What is JSON Formatting?
JSON (JavaScript Object Notation) formatting is the process of taking raw or minified JSON data and restructuring it with proper indentation and line breaks so that it becomes readable. When APIs return JSON responses, the data is often compressed into a single line to save bandwidth. Formatting — sometimes called "pretty printing" — transforms that wall of text into a clean, hierarchical structure that developers can actually read and debug.
A good JSON formatter also adds syntax highlighting, making it easy to distinguish between keys, strings, numbers, booleans, and null values at a glance. This is especially helpful when you are working with deeply nested objects or large datasets.
Why Validate JSON?
JSON validation checks whether a piece of text follows the official JSON specification (defined in RFC 8259). Even a small mistake — a trailing comma, a missing quote, or a misplaced bracket — will cause a JSON parser to reject the entire document.
Validating JSON before sending it to an API, storing it in a database, or using it in configuration files saves hours of debugging. Our tool pinpoints exactly where the error is so you can fix it immediately instead of hunting through thousands of lines.
Common JSON Errors
- Trailing commas — JSON does not allow a comma after the last item in an array or object.
- Single quotes — Only double quotes are valid in JSON. Single quotes will cause a parse error.
- Unquoted keys — Unlike JavaScript objects, JSON requires all keys to be wrapped in double quotes.
- Missing or extra brackets — Every opening brace or bracket needs a matching closing one.
- Comments — JSON does not support comments. Use JSONC or JSON5 if you need them.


Exclude the images, then return every line below exactly as written.

Content starts

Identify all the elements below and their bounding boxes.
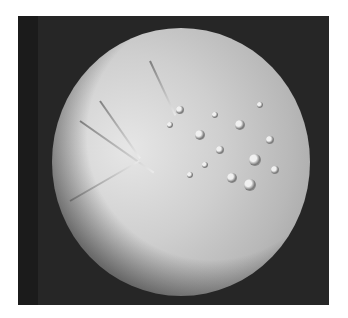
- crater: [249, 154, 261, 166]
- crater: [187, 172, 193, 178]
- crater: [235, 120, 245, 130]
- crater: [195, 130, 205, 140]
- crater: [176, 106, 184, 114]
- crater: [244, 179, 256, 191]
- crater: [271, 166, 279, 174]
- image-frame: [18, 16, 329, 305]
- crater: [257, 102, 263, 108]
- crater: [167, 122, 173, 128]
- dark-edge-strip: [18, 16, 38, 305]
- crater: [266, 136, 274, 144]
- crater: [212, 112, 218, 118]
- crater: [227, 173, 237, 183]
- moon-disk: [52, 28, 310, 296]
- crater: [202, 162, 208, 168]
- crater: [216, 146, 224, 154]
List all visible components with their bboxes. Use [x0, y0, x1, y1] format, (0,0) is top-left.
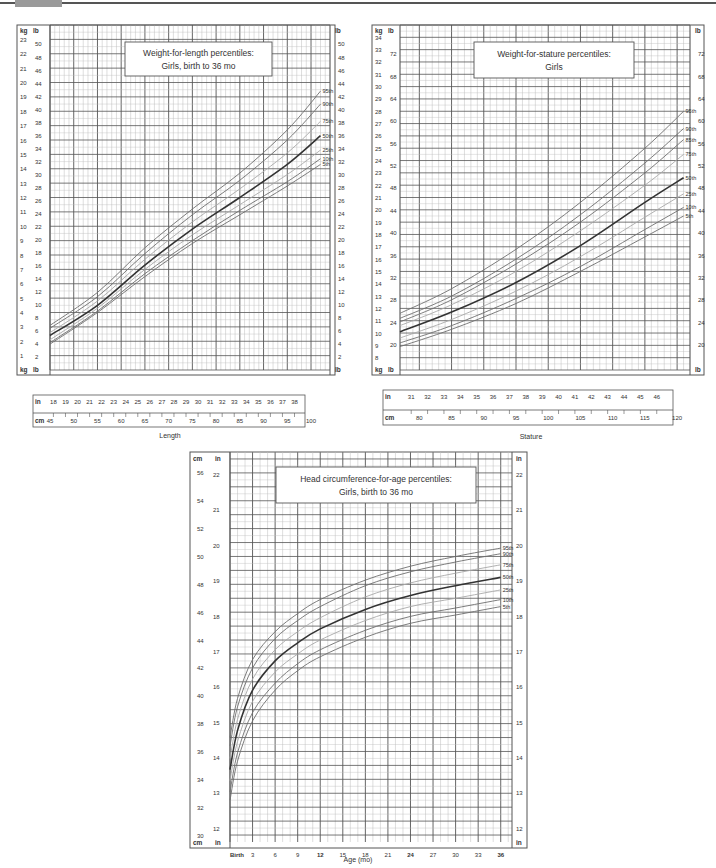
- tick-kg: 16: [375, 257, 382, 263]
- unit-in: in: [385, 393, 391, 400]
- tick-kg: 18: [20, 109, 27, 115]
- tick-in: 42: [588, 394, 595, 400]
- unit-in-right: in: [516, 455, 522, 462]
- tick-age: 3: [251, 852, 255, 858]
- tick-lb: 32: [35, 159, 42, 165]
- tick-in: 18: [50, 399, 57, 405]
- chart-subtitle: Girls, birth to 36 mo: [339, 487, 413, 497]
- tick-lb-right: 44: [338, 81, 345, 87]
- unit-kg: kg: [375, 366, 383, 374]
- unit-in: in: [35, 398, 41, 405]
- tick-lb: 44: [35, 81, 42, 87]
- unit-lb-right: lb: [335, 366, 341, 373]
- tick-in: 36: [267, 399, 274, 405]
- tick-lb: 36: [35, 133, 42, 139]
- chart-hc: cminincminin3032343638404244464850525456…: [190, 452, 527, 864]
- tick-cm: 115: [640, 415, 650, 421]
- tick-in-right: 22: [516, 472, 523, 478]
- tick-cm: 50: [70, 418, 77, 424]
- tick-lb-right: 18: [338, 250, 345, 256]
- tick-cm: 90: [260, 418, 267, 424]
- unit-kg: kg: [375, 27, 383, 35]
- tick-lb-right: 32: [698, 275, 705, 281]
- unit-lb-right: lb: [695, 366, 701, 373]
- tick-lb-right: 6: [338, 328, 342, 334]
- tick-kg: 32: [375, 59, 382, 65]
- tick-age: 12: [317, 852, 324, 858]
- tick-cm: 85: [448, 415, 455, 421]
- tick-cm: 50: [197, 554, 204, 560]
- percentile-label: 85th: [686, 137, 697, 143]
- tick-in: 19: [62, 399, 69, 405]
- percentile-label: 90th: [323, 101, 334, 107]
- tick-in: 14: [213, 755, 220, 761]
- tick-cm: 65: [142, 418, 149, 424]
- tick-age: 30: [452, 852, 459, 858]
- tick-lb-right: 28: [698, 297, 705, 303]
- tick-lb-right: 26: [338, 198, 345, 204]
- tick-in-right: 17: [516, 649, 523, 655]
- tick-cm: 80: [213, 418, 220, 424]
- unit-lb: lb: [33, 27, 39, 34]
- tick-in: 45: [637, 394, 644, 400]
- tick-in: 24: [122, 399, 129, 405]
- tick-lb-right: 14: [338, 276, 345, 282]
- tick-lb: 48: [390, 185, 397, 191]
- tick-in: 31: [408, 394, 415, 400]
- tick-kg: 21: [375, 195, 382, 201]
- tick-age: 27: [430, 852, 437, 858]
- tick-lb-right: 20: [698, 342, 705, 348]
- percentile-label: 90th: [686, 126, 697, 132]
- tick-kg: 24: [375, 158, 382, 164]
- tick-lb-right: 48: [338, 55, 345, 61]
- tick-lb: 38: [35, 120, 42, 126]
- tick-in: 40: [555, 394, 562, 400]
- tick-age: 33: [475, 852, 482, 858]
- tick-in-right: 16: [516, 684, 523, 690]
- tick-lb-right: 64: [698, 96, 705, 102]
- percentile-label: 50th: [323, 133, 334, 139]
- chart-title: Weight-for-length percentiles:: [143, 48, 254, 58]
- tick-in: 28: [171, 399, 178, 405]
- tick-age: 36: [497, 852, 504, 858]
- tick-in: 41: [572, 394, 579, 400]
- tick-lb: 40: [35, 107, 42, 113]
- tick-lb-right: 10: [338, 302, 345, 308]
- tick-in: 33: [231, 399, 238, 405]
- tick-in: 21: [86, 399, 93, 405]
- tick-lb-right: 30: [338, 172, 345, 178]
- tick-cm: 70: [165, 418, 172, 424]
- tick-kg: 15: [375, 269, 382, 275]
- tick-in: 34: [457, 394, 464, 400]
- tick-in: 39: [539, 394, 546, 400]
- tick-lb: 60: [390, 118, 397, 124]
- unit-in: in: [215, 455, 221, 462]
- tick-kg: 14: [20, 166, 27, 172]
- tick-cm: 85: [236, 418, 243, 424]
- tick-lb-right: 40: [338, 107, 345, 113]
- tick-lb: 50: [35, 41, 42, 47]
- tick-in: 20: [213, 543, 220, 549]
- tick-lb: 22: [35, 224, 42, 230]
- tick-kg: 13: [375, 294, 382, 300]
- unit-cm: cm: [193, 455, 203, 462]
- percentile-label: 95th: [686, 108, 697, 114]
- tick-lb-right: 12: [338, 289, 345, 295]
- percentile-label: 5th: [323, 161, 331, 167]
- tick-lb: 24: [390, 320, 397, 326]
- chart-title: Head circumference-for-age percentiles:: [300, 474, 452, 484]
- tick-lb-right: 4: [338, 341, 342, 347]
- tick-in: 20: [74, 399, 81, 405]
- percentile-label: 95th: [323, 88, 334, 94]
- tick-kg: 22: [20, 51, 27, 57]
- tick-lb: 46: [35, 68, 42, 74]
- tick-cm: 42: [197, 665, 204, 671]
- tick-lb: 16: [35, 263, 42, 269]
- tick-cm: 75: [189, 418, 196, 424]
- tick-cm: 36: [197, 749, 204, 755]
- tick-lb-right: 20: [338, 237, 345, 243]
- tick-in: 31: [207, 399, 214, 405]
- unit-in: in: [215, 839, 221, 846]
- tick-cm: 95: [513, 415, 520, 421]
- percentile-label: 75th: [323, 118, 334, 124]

Content ends

* PROBLEM SOLUTION:
Identify all the elements below and their bounding boxes.
- crater: [249, 154, 261, 166]
- crater: [187, 172, 193, 178]
- crater: [235, 120, 245, 130]
- crater: [195, 130, 205, 140]
- crater: [176, 106, 184, 114]
- crater: [244, 179, 256, 191]
- crater: [271, 166, 279, 174]
- image-frame: [18, 16, 329, 305]
- crater: [257, 102, 263, 108]
- crater: [167, 122, 173, 128]
- dark-edge-strip: [18, 16, 38, 305]
- crater: [266, 136, 274, 144]
- crater: [212, 112, 218, 118]
- crater: [227, 173, 237, 183]
- moon-disk: [52, 28, 310, 296]
- crater: [202, 162, 208, 168]
- crater: [216, 146, 224, 154]
List all visible components with their bboxes. Use [x0, y0, x1, y1] format, (0,0) is top-left.
- tick-kg: 16: [375, 257, 382, 263]
- unit-in: in: [385, 393, 391, 400]
- tick-kg: 18: [20, 109, 27, 115]
- tick-in: 42: [588, 394, 595, 400]
- unit-in-right: in: [516, 455, 522, 462]
- tick-age: 3: [251, 852, 255, 858]
- tick-lb: 32: [35, 159, 42, 165]
- tick-in: 18: [50, 399, 57, 405]
- chart-subtitle: Girls, birth to 36 mo: [339, 487, 413, 497]
- tick-lb-right: 44: [338, 81, 345, 87]
- unit-kg: kg: [375, 366, 383, 374]
- unit-in: in: [35, 398, 41, 405]
- tick-lb: 44: [35, 81, 42, 87]
- unit-lb-right: lb: [335, 366, 341, 373]
- tick-in: 36: [267, 399, 274, 405]
- tick-lb: 36: [35, 133, 42, 139]
- chart-hc: cminincminin3032343638404244464850525456…: [190, 452, 527, 864]
- tick-cm: 115: [640, 415, 650, 421]
- tick-in-right: 22: [516, 472, 523, 478]
- tick-cm: 50: [70, 418, 77, 424]
- tick-lb-right: 18: [338, 250, 345, 256]
- tick-cm: 90: [260, 418, 267, 424]
- unit-kg: kg: [375, 27, 383, 35]
- tick-lb-right: 32: [698, 275, 705, 281]
- unit-lb-right: lb: [695, 366, 701, 373]
- tick-lb-right: 6: [338, 328, 342, 334]
- tick-kg: 32: [375, 59, 382, 65]
- tick-age: 12: [317, 852, 324, 858]
- tick-cm: 85: [448, 415, 455, 421]
- tick-cm: 50: [197, 554, 204, 560]
- percentile-label: 85th: [686, 137, 697, 143]
- tick-in: 19: [62, 399, 69, 405]
- percentile-label: 90th: [323, 101, 334, 107]
- tick-in: 14: [213, 755, 220, 761]
- tick-cm: 65: [142, 418, 149, 424]
- tick-age: 30: [452, 852, 459, 858]
- tick-lb-right: 28: [698, 297, 705, 303]
- tick-lb-right: 26: [338, 198, 345, 204]
- tick-in-right: 17: [516, 649, 523, 655]
- tick-cm: 80: [213, 418, 220, 424]
- unit-lb: lb: [33, 27, 39, 34]
- tick-in: 45: [637, 394, 644, 400]
- tick-in: 24: [122, 399, 129, 405]
- tick-lb-right: 14: [338, 276, 345, 282]
- tick-lb: 48: [390, 185, 397, 191]
- tick-in: 31: [408, 394, 415, 400]
- tick-kg: 21: [375, 195, 382, 201]
- tick-age: 27: [430, 852, 437, 858]
- tick-lb-right: 20: [698, 342, 705, 348]
- percentile-label: 90th: [686, 126, 697, 132]
- tick-kg: 24: [375, 158, 382, 164]
- tick-lb-right: 48: [338, 55, 345, 61]
- tick-lb: 38: [35, 120, 42, 126]
- tick-in: 40: [555, 394, 562, 400]
- tick-age: 33: [475, 852, 482, 858]
- tick-in-right: 16: [516, 684, 523, 690]
- tick-lb-right: 64: [698, 96, 705, 102]
- percentile-label: 50th: [323, 133, 334, 139]
- chart-title: Weight-for-length percentiles:: [143, 48, 254, 58]
- tick-in: 28: [171, 399, 178, 405]
- tick-age: 36: [497, 852, 504, 858]
- tick-in: 41: [572, 394, 579, 400]
- tick-lb: 40: [35, 107, 42, 113]
- tick-lb-right: 10: [338, 302, 345, 308]
- tick-in: 33: [231, 399, 238, 405]
- tick-in: 21: [86, 399, 93, 405]
- tick-lb-right: 30: [338, 172, 345, 178]
- tick-cm: 70: [165, 418, 172, 424]
- tick-kg: 15: [375, 269, 382, 275]
- tick-in: 34: [457, 394, 464, 400]
- tick-in: 39: [539, 394, 546, 400]
- tick-lb: 60: [390, 118, 397, 124]
- unit-in: in: [215, 455, 221, 462]
- tick-kg: 14: [20, 166, 27, 172]
- tick-cm: 85: [236, 418, 243, 424]
- tick-lb-right: 40: [338, 107, 345, 113]
- tick-lb: 50: [35, 41, 42, 47]
- tick-in: 20: [213, 543, 220, 549]
- tick-lb: 22: [35, 224, 42, 230]
- tick-kg: 13: [375, 294, 382, 300]
- unit-cm: cm: [193, 455, 203, 462]
- percentile-label: 95th: [686, 108, 697, 114]
- tick-lb-right: 12: [338, 289, 345, 295]
- percentile-label: 5th: [323, 161, 331, 167]
- tick-lb: 24: [390, 320, 397, 326]
- chart-title: Head circumference-for-age percentiles:: [300, 474, 452, 484]
- tick-lb-right: 4: [338, 341, 342, 347]
- tick-in: 20: [74, 399, 81, 405]
- percentile-label: 95th: [323, 88, 334, 94]
- tick-kg: 22: [20, 51, 27, 57]
- tick-lb: 46: [35, 68, 42, 74]
- tick-cm: 42: [197, 665, 204, 671]
- tick-lb: 16: [35, 263, 42, 269]
- tick-cm: 75: [189, 418, 196, 424]
- tick-cm: 36: [197, 749, 204, 755]
- tick-lb-right: 20: [338, 237, 345, 243]
- tick-in: 31: [207, 399, 214, 405]
- unit-in: in: [215, 839, 221, 846]
- tick-cm: 95: [513, 415, 520, 421]
- percentile-label: 75th: [323, 118, 334, 124]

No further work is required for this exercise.